Iranian IPP tender draws two bids

20 October 2000
Power And Water

Two European-led consortia are bidding for what could be Iran's first independent power project (IPP) - a combined cycle plant in the northwest. The proposed gas-fired Parehsar power plant near Rasht would have a capacity of 900 MW and cost about $600 million to build.

Bids for the project were submitted on 23 September to Iran Power Development Company (IPDC), an Energy Ministry subsidiary in charge of the IPP programme.

One bidding group consists of the private Saudi Oger, Japan's Nissho Iwai Corporation and an unidentified European power developer.

A rival bid comes from a Turkish subsidiary of Brussels-based Unit International and the local Iran Power Plant Projects Management Company (Mapna).

Evaluation of the bids and subsequent negotiations will take some time, industry sources say. The Iranian side is offering guarantees against expropriation and is guaranteeing hard currency repatriation, but Tehran is new to IPPs and the country's first such project will require prolonged discussion, one of the bidders says.

The Energy Ministry has been promoting IPPs in recent years to mobilise private funds in the country and abroad to more than treble national capacity to 96,000 MW over the next 22 years.

At least four IPP projects are planned for tendering by the end of 2001 by IPDC. The Parehsar scheme is the second under tender since 1999.

IPDC has been negotiating with the Jeddahbased Islamic Development Bank (IDB) since 1999 over guarantee conditions for the first $62.5 million tranche of an IDB loan for a 900-1,000-MW IPP in Kerman (MEED 11:2:00).

'Either Parehsar or Kerman will become the test case for IPPs in Iran, ' says an official of a European power company.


**PROBLEM TO WORK ON**
Repeat the entire listing exactly as written.

______________________________

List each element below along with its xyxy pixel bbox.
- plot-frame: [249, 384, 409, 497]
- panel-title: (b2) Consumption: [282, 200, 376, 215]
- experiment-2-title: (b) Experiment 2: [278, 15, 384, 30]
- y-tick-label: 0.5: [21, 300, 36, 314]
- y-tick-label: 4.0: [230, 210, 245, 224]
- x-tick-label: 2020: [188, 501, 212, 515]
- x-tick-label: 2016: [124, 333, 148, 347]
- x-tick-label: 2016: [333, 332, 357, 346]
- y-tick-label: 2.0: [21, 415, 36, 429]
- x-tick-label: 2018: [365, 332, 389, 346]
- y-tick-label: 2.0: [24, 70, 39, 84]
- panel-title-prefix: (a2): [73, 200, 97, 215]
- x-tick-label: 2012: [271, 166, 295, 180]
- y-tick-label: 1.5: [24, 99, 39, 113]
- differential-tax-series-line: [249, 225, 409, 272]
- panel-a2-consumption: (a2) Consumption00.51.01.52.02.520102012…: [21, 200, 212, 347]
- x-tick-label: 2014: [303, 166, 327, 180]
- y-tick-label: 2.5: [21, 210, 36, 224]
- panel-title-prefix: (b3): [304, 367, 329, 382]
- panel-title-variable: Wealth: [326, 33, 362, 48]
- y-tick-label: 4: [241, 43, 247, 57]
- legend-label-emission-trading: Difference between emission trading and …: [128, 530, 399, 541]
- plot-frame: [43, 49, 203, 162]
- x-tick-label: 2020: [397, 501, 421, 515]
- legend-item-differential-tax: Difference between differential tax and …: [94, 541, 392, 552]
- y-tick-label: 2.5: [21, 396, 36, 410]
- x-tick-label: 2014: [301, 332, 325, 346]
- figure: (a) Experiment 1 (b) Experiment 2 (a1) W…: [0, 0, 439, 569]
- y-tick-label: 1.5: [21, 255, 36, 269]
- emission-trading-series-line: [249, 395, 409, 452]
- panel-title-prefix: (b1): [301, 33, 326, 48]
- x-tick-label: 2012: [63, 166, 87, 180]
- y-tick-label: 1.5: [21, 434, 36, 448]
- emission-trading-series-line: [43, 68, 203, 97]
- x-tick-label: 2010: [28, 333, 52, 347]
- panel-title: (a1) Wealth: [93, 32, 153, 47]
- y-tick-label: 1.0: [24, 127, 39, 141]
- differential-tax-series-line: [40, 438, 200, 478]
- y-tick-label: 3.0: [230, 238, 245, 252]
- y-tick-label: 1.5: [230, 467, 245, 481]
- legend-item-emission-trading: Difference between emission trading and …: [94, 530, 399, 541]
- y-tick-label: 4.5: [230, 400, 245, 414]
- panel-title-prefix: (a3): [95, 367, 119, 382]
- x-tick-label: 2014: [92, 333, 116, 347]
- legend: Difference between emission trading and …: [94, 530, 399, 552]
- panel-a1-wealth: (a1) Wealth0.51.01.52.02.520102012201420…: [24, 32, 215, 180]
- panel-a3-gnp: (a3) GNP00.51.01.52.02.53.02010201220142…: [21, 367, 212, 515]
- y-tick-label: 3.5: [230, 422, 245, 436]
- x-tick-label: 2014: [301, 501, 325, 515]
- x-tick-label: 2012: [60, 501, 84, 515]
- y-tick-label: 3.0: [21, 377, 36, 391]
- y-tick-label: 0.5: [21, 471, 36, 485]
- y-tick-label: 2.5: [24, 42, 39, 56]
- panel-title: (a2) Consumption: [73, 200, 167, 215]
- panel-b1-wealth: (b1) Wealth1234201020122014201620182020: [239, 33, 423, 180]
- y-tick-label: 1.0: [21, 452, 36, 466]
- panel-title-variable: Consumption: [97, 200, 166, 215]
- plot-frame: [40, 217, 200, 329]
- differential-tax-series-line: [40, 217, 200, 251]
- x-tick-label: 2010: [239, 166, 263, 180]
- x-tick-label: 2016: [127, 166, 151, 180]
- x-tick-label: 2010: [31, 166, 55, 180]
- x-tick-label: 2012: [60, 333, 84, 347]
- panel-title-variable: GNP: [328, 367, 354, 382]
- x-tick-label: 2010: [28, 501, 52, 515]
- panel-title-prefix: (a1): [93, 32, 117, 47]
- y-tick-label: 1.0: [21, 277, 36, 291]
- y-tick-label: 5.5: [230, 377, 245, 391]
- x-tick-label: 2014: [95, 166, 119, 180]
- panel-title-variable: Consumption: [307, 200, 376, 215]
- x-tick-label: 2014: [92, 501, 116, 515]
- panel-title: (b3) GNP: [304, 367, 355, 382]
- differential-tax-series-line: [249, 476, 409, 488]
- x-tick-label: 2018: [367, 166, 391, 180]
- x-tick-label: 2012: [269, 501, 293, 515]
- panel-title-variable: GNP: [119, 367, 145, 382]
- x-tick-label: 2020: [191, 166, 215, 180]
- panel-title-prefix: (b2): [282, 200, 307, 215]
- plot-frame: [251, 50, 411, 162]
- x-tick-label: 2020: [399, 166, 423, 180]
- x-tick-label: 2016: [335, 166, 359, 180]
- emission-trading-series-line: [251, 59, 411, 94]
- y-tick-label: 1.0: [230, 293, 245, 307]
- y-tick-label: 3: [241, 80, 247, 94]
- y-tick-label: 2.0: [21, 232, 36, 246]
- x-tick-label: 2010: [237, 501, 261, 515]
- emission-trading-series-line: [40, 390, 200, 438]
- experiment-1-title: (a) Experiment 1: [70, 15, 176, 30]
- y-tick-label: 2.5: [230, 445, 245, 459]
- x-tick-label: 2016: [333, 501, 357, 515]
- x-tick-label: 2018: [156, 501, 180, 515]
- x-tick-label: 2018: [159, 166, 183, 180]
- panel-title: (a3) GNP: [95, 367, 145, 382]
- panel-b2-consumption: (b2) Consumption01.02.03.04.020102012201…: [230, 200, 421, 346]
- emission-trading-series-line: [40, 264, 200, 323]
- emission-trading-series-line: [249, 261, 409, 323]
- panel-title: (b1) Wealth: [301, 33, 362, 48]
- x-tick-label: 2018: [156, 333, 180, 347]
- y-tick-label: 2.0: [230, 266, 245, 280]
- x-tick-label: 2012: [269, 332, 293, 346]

______________________________

**EXERCISE SOLUTION**
List each element below along with its xyxy pixel bbox.
- plot-frame: [249, 384, 409, 497]
- panel-title: (b2) Consumption: [282, 200, 376, 215]
- experiment-2-title: (b) Experiment 2: [278, 15, 384, 30]
- y-tick-label: 0.5: [21, 300, 36, 314]
- y-tick-label: 4.0: [230, 210, 245, 224]
- x-tick-label: 2020: [188, 501, 212, 515]
- x-tick-label: 2016: [124, 333, 148, 347]
- x-tick-label: 2016: [333, 332, 357, 346]
- y-tick-label: 2.0: [21, 415, 36, 429]
- x-tick-label: 2018: [365, 332, 389, 346]
- y-tick-label: 2.0: [24, 70, 39, 84]
- panel-title-prefix: (a2): [73, 200, 97, 215]
- x-tick-label: 2012: [271, 166, 295, 180]
- y-tick-label: 1.5: [24, 99, 39, 113]
- differential-tax-series-line: [249, 225, 409, 272]
- panel-a2-consumption: (a2) Consumption00.51.01.52.02.520102012…: [21, 200, 212, 347]
- x-tick-label: 2014: [303, 166, 327, 180]
- y-tick-label: 2.5: [21, 210, 36, 224]
- panel-title-prefix: (b3): [304, 367, 329, 382]
- panel-title-variable: Wealth: [326, 33, 362, 48]
- y-tick-label: 4: [241, 43, 247, 57]
- legend-label-emission-trading: Difference between emission trading and …: [128, 530, 399, 541]
- plot-frame: [43, 49, 203, 162]
- x-tick-label: 2020: [397, 501, 421, 515]
- legend-item-differential-tax: Difference between differential tax and …: [94, 541, 392, 552]
- y-tick-label: 2.5: [21, 396, 36, 410]
- x-tick-label: 2014: [301, 332, 325, 346]
- figure: (a) Experiment 1 (b) Experiment 2 (a1) W…: [0, 0, 439, 569]
- y-tick-label: 1.5: [21, 255, 36, 269]
- emission-trading-series-line: [249, 395, 409, 452]
- panel-title-prefix: (b1): [301, 33, 326, 48]
- x-tick-label: 2012: [63, 166, 87, 180]
- y-tick-label: 1.5: [21, 434, 36, 448]
- emission-trading-series-line: [43, 68, 203, 97]
- x-tick-label: 2010: [28, 333, 52, 347]
- panel-title: (a1) Wealth: [93, 32, 153, 47]
- y-tick-label: 1.0: [24, 127, 39, 141]
- differential-tax-series-line: [40, 438, 200, 478]
- y-tick-label: 3.0: [230, 238, 245, 252]
- y-tick-label: 1.5: [230, 467, 245, 481]
- legend-item-emission-trading: Difference between emission trading and …: [94, 530, 399, 541]
- y-tick-label: 4.5: [230, 400, 245, 414]
- panel-title-prefix: (a3): [95, 367, 119, 382]
- x-tick-label: 2014: [92, 333, 116, 347]
- legend: Difference between emission trading and …: [94, 530, 399, 552]
- panel-a1-wealth: (a1) Wealth0.51.01.52.02.520102012201420…: [24, 32, 215, 180]
- panel-a3-gnp: (a3) GNP00.51.01.52.02.53.02010201220142…: [21, 367, 212, 515]
- y-tick-label: 3.5: [230, 422, 245, 436]
- x-tick-label: 2014: [301, 501, 325, 515]
- x-tick-label: 2012: [60, 501, 84, 515]
- y-tick-label: 3.0: [21, 377, 36, 391]
- y-tick-label: 0.5: [21, 471, 36, 485]
- y-tick-label: 2.5: [24, 42, 39, 56]
- panel-title: (a2) Consumption: [73, 200, 167, 215]
- panel-b1-wealth: (b1) Wealth1234201020122014201620182020: [239, 33, 423, 180]
- y-tick-label: 1.0: [21, 452, 36, 466]
- panel-title-variable: Consumption: [97, 200, 166, 215]
- plot-frame: [40, 217, 200, 329]
- differential-tax-series-line: [40, 217, 200, 251]
- x-tick-label: 2010: [239, 166, 263, 180]
- x-tick-label: 2016: [127, 166, 151, 180]
- x-tick-label: 2010: [31, 166, 55, 180]
- x-tick-label: 2012: [60, 333, 84, 347]
- panel-title-variable: GNP: [328, 367, 354, 382]
- x-tick-label: 2010: [28, 501, 52, 515]
- panel-title-prefix: (a1): [93, 32, 117, 47]
- y-tick-label: 1.0: [21, 277, 36, 291]
- y-tick-label: 5.5: [230, 377, 245, 391]
- x-tick-label: 2014: [95, 166, 119, 180]
- panel-title-variable: Consumption: [307, 200, 376, 215]
- x-tick-label: 2014: [92, 501, 116, 515]
- panel-title: (b3) GNP: [304, 367, 355, 382]
- differential-tax-series-line: [249, 476, 409, 488]
- x-tick-label: 2018: [367, 166, 391, 180]
- x-tick-label: 2012: [269, 501, 293, 515]
- panel-title-variable: GNP: [119, 367, 145, 382]
- x-tick-label: 2020: [191, 166, 215, 180]
- panel-title-prefix: (b2): [282, 200, 307, 215]
- plot-frame: [251, 50, 411, 162]
- x-tick-label: 2020: [399, 166, 423, 180]
- x-tick-label: 2016: [335, 166, 359, 180]
- emission-trading-series-line: [251, 59, 411, 94]
- y-tick-label: 1.0: [230, 293, 245, 307]
- y-tick-label: 3: [241, 80, 247, 94]
- y-tick-label: 2.0: [21, 232, 36, 246]
- x-tick-label: 2010: [237, 501, 261, 515]
- emission-trading-series-line: [40, 390, 200, 438]
- experiment-1-title: (a) Experiment 1: [70, 15, 176, 30]
- y-tick-label: 2.5: [230, 445, 245, 459]
- x-tick-label: 2016: [333, 501, 357, 515]
- x-tick-label: 2018: [156, 501, 180, 515]
- x-tick-label: 2018: [159, 166, 183, 180]
- panel-title: (a3) GNP: [95, 367, 145, 382]
- panel-b2-consumption: (b2) Consumption01.02.03.04.020102012201…: [230, 200, 421, 346]
- emission-trading-series-line: [40, 264, 200, 323]
- emission-trading-series-line: [249, 261, 409, 323]
- panel-title: (b1) Wealth: [301, 33, 362, 48]
- x-tick-label: 2018: [156, 333, 180, 347]
- y-tick-label: 2.0: [230, 266, 245, 280]
- x-tick-label: 2012: [269, 332, 293, 346]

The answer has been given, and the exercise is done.